Evolution of shield-building and rejuvenescent volcanism of Mauritius
Jacob Moore
a, 1
, William M. White
a,
⁎, Debajyoti Paul
b, 2
, Robert A. Duncan
c
,
Wafa Abouchami
d
, Stephen J.G. Galer
d
a
Department of Earth and Atmospheric Sciences, Cornell University, Snee Hall, Ithaca, NY 14583, USA
b
Department of Earth and Environmental Science, The University of Texas San Antonio, One UTSA Circle, San Antonio, TX 78249, USA
c
College of Oceanic and Atmospheric Sciences, Oregon State University, Ocean Administration Building 104, Corvallis, OR 97331, USA
d
Max-Planck-Institut für Chemie, Abteilung Biogeochemie, Postfach 3060, D-55020 Mainz, Germany
abstract article info
Article history:
Received 30 November 2010
Accepted 16 July 2011
Available online 30 July 2011
We report chemical and isotopic analyses of 68 samples and
40
Ar/
39
Ar ages of 47 samples from Mauritius
undertaken to understand the compositional evolution of the volcano and its causes through time. New
40
Ar/
39
Ar ages show that construction of the Mauritius shield was well underway by 8.9 Ma, 1.1 m.y. earlier
than previously thought and that the hiatus between the Intermediate and Younger Series was shorter than
previously thought, as eruption of the rejuvenescent Intermediate Series continued through at least 1.66 Ma
and Younger Series volcanism began by at least 1.0 Ma. Eruption frequency over the last 50 ka has been rather
typical of Younger Series volcanism over the last 400 ka and future eruptions are possible. Although outcrops
of the Intermediate Series lavas are confined to the Southwest, Intermediate Series are present beneath
Younger Series flows in drill cores throughout the island. We estimate the total volume of rejuvenescent lavas
at ~35 km
3
or about 0.05% of the volume of the volcano, similar to rejuvenescent volume fractions on
Hawaiian volcanoes. As earlier studies found, Older Series lavas, which on average are slightly normatively
silica-saturated, are somewhat more incompatible-element enriched than are the Intermediate and Younger
Series, which are both slightly silica-undersaturated on average. Mean Sr and Nd isotope ratios of the
Intermediate and Younger Series are nearly identical, but mean Pb isotope ratios, La/Sm, Nb/Y, and Nb/Zr of
the Intermediate Series are higher than in the Younger Series. New high precision Pb isotope data, which
shows considerably less scatter than previously published data, plot between the Older Series and basalts of
the Central Indian Ridge, allowing the possibility that the source of the rejuvenescent lavas is a mixture of this
plume and depleted mantle. We propose two possible explanations for the composition of rejuvenescent
lavas. The first is that plume-derived melts reacted with deep lithosphere to form pyroxenite veins during the
early shield-building stage. Later, these veins melted as a consequence of conductive heating of the
lithosphere by the plume to produce the rejuvenescent lavas. Alternatively, rejuvenescent lavas may be
derived from a sheath of thermally entrained mantle that surrounds the plume and is a mixture of plume
material and depleted upper mantle.
© 2011 Elsevier B.V. All rights reserved.
1. Introduction and regional setting
“You gather the idea that Mauritius was made first, and then heaven;
and that heaven was copied after Mauritius.”
–Mark Twain, “Following the Equator”, 1897
Oceanic island volcanoes are thought to be produced as convective
columns of hot, rising mantle approach the Earth's surface and melt
(Morgan, 1971). As the lithospheric plate upon which it rides moves
steadily away from the mantle plume, the volcano's connection to it is
broken and the volcano becomes extinct as a new volcano begins to grow
just upstream (Wilson, 1963). This progressive growth and death of
volcanoes produces the volcanic chains that decorate the ocean floor like
strings of pearls. Best known are the island chains of the Pacific such as
Hawaii and Samoa, but they occur in the other oceans as well. Mauritius
is the penultimate island of the Réunion hotspot track (e.g., Morgan,
1981), inferred to have erupted from magmas of the deep-seated
Réunion mantle plume (Courtillot et al., 2003; Montelli et al., 2004) as
the Indian plate moved northeastward over the stable plume.
In all three of these examples – Hawaii, Samoa, and Mauritius – this
simple mantle plume model fails in an important respect: volcanic activity
Journal of Volcanology and Geothermal Research 207 (2011) 47–66
⁎ Corresponding author. Tel.: + 1 607 255 7466; fax: + 1 607 254 4780.
E-mail address: wmw4@cornell.edu (W.M. White).
1
Now at Ellington & Associates, Inc., 1414 Lumpkin Road, Houston, TX 77043, USA.
2
Now at Department of Civil Engineering (Geosciences), Indian Institute of
Technology Kanpur, 208016 (UP), Kanpur, India.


> **Exercise goal**
Whenever a line in the records below contains "Life", pick it out.

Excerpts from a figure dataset
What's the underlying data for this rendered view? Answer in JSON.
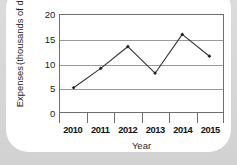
{
  "chart_data": {
    "type": "line",
    "title": "",
    "xlabel": "Year",
    "ylabel": "Expenses (thousands of dollars)",
    "ylabel_lines": [
      "Expenses",
      "(thousands of dollars)"
    ],
    "categories": [
      "2010",
      "2011",
      "2012",
      "2013",
      "2014",
      "2015"
    ],
    "values": [
      5,
      9,
      13.5,
      8,
      16,
      11.5
    ],
    "ylim": [
      0,
      20
    ],
    "yticks": [
      0,
      5,
      10,
      15,
      20
    ],
    "ytick_labels": [
      "0",
      "5",
      "10",
      "15",
      "20"
    ],
    "grid": true,
    "grid_axis": "y",
    "legend": "none",
    "marker": "diamond",
    "line_color": "#333333",
    "marker_color": "#222222",
    "grid_color": "#9a9a9a",
    "axis_color": "#6e6e6e",
    "plot_background": "#ffffff",
    "card_background": "#ffffff",
    "page_background": "#d9d9d9"
  }
}
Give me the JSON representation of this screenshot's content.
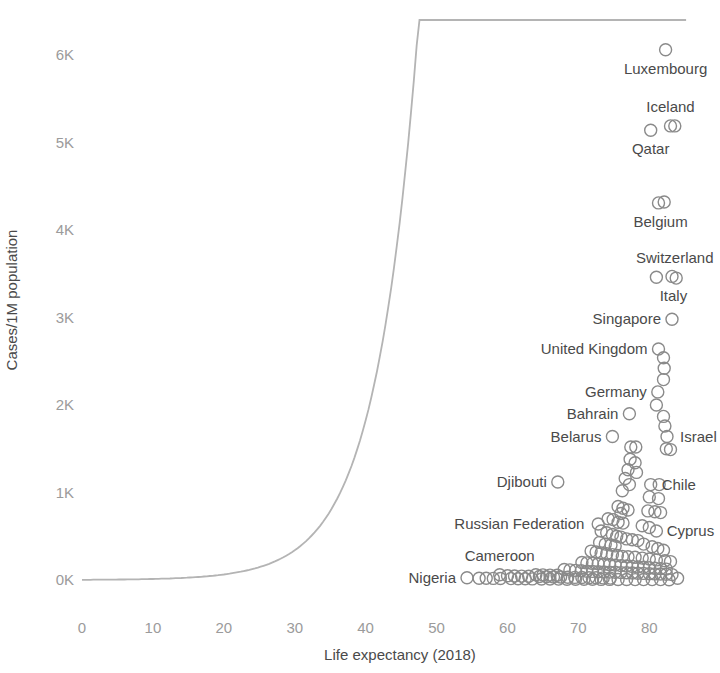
{
  "chart_data": {
    "type": "scatter",
    "title": "",
    "xlabel": "Life expectancy (2018)",
    "ylabel": "Cases/1M population",
    "xlim": [
      0,
      88
    ],
    "ylim": [
      0,
      6400
    ],
    "grid": false,
    "legend": null,
    "xticks": [
      0,
      10,
      20,
      30,
      40,
      50,
      60,
      70,
      80
    ],
    "xtick_labels": [
      "0",
      "10",
      "20",
      "30",
      "40",
      "50",
      "60",
      "70",
      "80"
    ],
    "yticks": [
      0,
      1000,
      2000,
      3000,
      4000,
      5000,
      6000
    ],
    "ytick_labels": [
      "0K",
      "1K",
      "2K",
      "3K",
      "4K",
      "5K",
      "6K"
    ],
    "marker": "open-circle",
    "marker_color": "#8a8a8a",
    "trendline": {
      "present": true,
      "color": "#b4b4b4",
      "description": "smooth exponential-like fit, flat near zero until ~65 then rising steeply"
    },
    "annotations": [
      {
        "label": "Luxembourg",
        "x": 82.3,
        "y": 6060
      },
      {
        "label": "Iceland",
        "x": 83.0,
        "y": 5190
      },
      {
        "label": "Qatar",
        "x": 80.2,
        "y": 5140
      },
      {
        "label": "Belgium",
        "x": 81.6,
        "y": 4310
      },
      {
        "label": "Switzerland",
        "x": 83.6,
        "y": 3460
      },
      {
        "label": "Italy",
        "x": 83.4,
        "y": 3460
      },
      {
        "label": "Singapore",
        "x": 83.2,
        "y": 2980
      },
      {
        "label": "United Kingdom",
        "x": 81.3,
        "y": 2640
      },
      {
        "label": "Germany",
        "x": 81.2,
        "y": 2150
      },
      {
        "label": "Bahrain",
        "x": 77.2,
        "y": 1900
      },
      {
        "label": "Belarus",
        "x": 74.8,
        "y": 1640
      },
      {
        "label": "Israel",
        "x": 82.8,
        "y": 1640
      },
      {
        "label": "Chile",
        "x": 80.2,
        "y": 1090
      },
      {
        "label": "Djibouti",
        "x": 67.1,
        "y": 1120
      },
      {
        "label": "Russian Federation",
        "x": 72.4,
        "y": 640
      },
      {
        "label": "Cyprus",
        "x": 80.9,
        "y": 560
      },
      {
        "label": "Cameroon",
        "x": 58.9,
        "y": 60
      },
      {
        "label": "Nigeria",
        "x": 54.3,
        "y": 25
      }
    ],
    "labeled_points": [
      {
        "label": "Luxembourg",
        "x": 82.3,
        "y": 6060
      },
      {
        "label": "Iceland",
        "x": 83.0,
        "y": 5190
      },
      {
        "label": "Iceland",
        "x": 83.6,
        "y": 5190
      },
      {
        "label": "Qatar",
        "x": 80.2,
        "y": 5140
      },
      {
        "label": "Belgium",
        "x": 81.3,
        "y": 4310
      },
      {
        "label": "Belgium",
        "x": 82.1,
        "y": 4320
      },
      {
        "label": "Switzerland",
        "x": 81.0,
        "y": 3460
      },
      {
        "label": "Italy",
        "x": 83.2,
        "y": 3470
      },
      {
        "label": "Italy",
        "x": 83.8,
        "y": 3450
      },
      {
        "label": "Singapore",
        "x": 83.2,
        "y": 2980
      },
      {
        "label": "United Kingdom",
        "x": 81.3,
        "y": 2640
      },
      {
        "label": "Germany",
        "x": 81.2,
        "y": 2150
      },
      {
        "label": "Bahrain",
        "x": 77.2,
        "y": 1900
      },
      {
        "label": "Belarus",
        "x": 74.8,
        "y": 1640
      },
      {
        "label": "Israel",
        "x": 82.5,
        "y": 1640
      },
      {
        "label": "Chile",
        "x": 80.2,
        "y": 1090
      },
      {
        "label": "Djibouti",
        "x": 67.1,
        "y": 1120
      },
      {
        "label": "Russian Federation",
        "x": 72.8,
        "y": 640
      },
      {
        "label": "Cyprus",
        "x": 81.0,
        "y": 560
      },
      {
        "label": "Cameroon",
        "x": 58.9,
        "y": 60
      },
      {
        "label": "Nigeria",
        "x": 54.3,
        "y": 25
      }
    ],
    "points": [
      [
        82.3,
        6060
      ],
      [
        83.0,
        5190
      ],
      [
        83.6,
        5190
      ],
      [
        80.2,
        5140
      ],
      [
        81.3,
        4310
      ],
      [
        82.1,
        4320
      ],
      [
        81.0,
        3460
      ],
      [
        83.2,
        3470
      ],
      [
        83.8,
        3450
      ],
      [
        83.2,
        2980
      ],
      [
        81.3,
        2640
      ],
      [
        82.0,
        2540
      ],
      [
        82.1,
        2420
      ],
      [
        82.0,
        2290
      ],
      [
        81.2,
        2150
      ],
      [
        77.2,
        1900
      ],
      [
        81.0,
        2000
      ],
      [
        82.0,
        1870
      ],
      [
        82.2,
        1760
      ],
      [
        74.8,
        1640
      ],
      [
        82.5,
        1640
      ],
      [
        82.4,
        1500
      ],
      [
        83.0,
        1490
      ],
      [
        77.4,
        1520
      ],
      [
        78.1,
        1520
      ],
      [
        77.3,
        1380
      ],
      [
        78.0,
        1340
      ],
      [
        77.0,
        1260
      ],
      [
        78.2,
        1230
      ],
      [
        76.6,
        1160
      ],
      [
        77.2,
        1090
      ],
      [
        67.1,
        1120
      ],
      [
        80.2,
        1090
      ],
      [
        81.4,
        1090
      ],
      [
        76.2,
        1020
      ],
      [
        80.0,
        950
      ],
      [
        81.3,
        930
      ],
      [
        75.6,
        840
      ],
      [
        76.3,
        820
      ],
      [
        77.0,
        800
      ],
      [
        76.0,
        760
      ],
      [
        79.8,
        790
      ],
      [
        80.8,
        780
      ],
      [
        81.6,
        770
      ],
      [
        74.2,
        700
      ],
      [
        74.9,
        690
      ],
      [
        75.6,
        660
      ],
      [
        76.3,
        650
      ],
      [
        72.8,
        640
      ],
      [
        79.0,
        620
      ],
      [
        80.0,
        600
      ],
      [
        81.0,
        560
      ],
      [
        73.2,
        560
      ],
      [
        74.0,
        540
      ],
      [
        74.8,
        520
      ],
      [
        75.4,
        500
      ],
      [
        76.0,
        490
      ],
      [
        76.8,
        470
      ],
      [
        77.6,
        460
      ],
      [
        78.4,
        450
      ],
      [
        73.0,
        430
      ],
      [
        73.8,
        410
      ],
      [
        74.6,
        400
      ],
      [
        75.2,
        390
      ],
      [
        79.2,
        410
      ],
      [
        80.4,
        380
      ],
      [
        81.2,
        360
      ],
      [
        82.0,
        340
      ],
      [
        71.8,
        330
      ],
      [
        72.5,
        320
      ],
      [
        73.2,
        310
      ],
      [
        74.0,
        300
      ],
      [
        74.8,
        290
      ],
      [
        75.5,
        280
      ],
      [
        76.2,
        270
      ],
      [
        77.0,
        265
      ],
      [
        78.0,
        260
      ],
      [
        79.0,
        250
      ],
      [
        80.0,
        240
      ],
      [
        81.0,
        230
      ],
      [
        82.2,
        220
      ],
      [
        83.0,
        210
      ],
      [
        70.5,
        200
      ],
      [
        71.2,
        195
      ],
      [
        72.0,
        190
      ],
      [
        72.8,
        185
      ],
      [
        73.6,
        180
      ],
      [
        74.4,
        175
      ],
      [
        75.2,
        170
      ],
      [
        76.0,
        165
      ],
      [
        76.8,
        160
      ],
      [
        77.6,
        155
      ],
      [
        78.4,
        150
      ],
      [
        79.2,
        145
      ],
      [
        80.0,
        140
      ],
      [
        80.8,
        135
      ],
      [
        81.6,
        130
      ],
      [
        82.4,
        125
      ],
      [
        68.0,
        120
      ],
      [
        68.8,
        115
      ],
      [
        69.6,
        110
      ],
      [
        70.4,
        105
      ],
      [
        71.2,
        100
      ],
      [
        72.0,
        98
      ],
      [
        72.8,
        95
      ],
      [
        73.6,
        92
      ],
      [
        74.4,
        90
      ],
      [
        75.2,
        88
      ],
      [
        76.0,
        85
      ],
      [
        76.8,
        82
      ],
      [
        77.6,
        80
      ],
      [
        78.4,
        78
      ],
      [
        79.2,
        75
      ],
      [
        80.0,
        72
      ],
      [
        80.8,
        70
      ],
      [
        81.6,
        68
      ],
      [
        82.4,
        65
      ],
      [
        83.2,
        62
      ],
      [
        64.0,
        60
      ],
      [
        65.0,
        58
      ],
      [
        66.0,
        56
      ],
      [
        67.0,
        54
      ],
      [
        58.9,
        60
      ],
      [
        60.0,
        48
      ],
      [
        61.0,
        46
      ],
      [
        62.0,
        44
      ],
      [
        63.0,
        42
      ],
      [
        64.5,
        40
      ],
      [
        65.5,
        38
      ],
      [
        66.5,
        36
      ],
      [
        67.5,
        34
      ],
      [
        68.5,
        32
      ],
      [
        69.5,
        30
      ],
      [
        70.5,
        28
      ],
      [
        71.5,
        26
      ],
      [
        72.5,
        25
      ],
      [
        73.5,
        24
      ],
      [
        74.5,
        22
      ],
      [
        54.3,
        25
      ],
      [
        56.0,
        20
      ],
      [
        57.0,
        19
      ],
      [
        58.0,
        18
      ],
      [
        59.0,
        17
      ],
      [
        60.5,
        16
      ],
      [
        61.5,
        15
      ],
      [
        62.5,
        14
      ],
      [
        63.5,
        13
      ],
      [
        64.8,
        12
      ],
      [
        66.0,
        11
      ],
      [
        67.2,
        10
      ],
      [
        68.4,
        9
      ],
      [
        69.6,
        9
      ],
      [
        70.8,
        8
      ],
      [
        72.0,
        8
      ],
      [
        73.2,
        7
      ],
      [
        74.4,
        7
      ],
      [
        75.6,
        6
      ],
      [
        76.8,
        6
      ],
      [
        78.0,
        5
      ],
      [
        79.2,
        5
      ],
      [
        80.4,
        4
      ],
      [
        81.6,
        4
      ],
      [
        82.8,
        3
      ],
      [
        84.0,
        20
      ]
    ]
  },
  "axes": {
    "x_title": "Life expectancy (2018)",
    "y_title": "Cases/1M population"
  }
}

> **Exercise response**
    "xlabel": "Life expectancy (2018)",
    "x_title": "Life expectancy (2018)",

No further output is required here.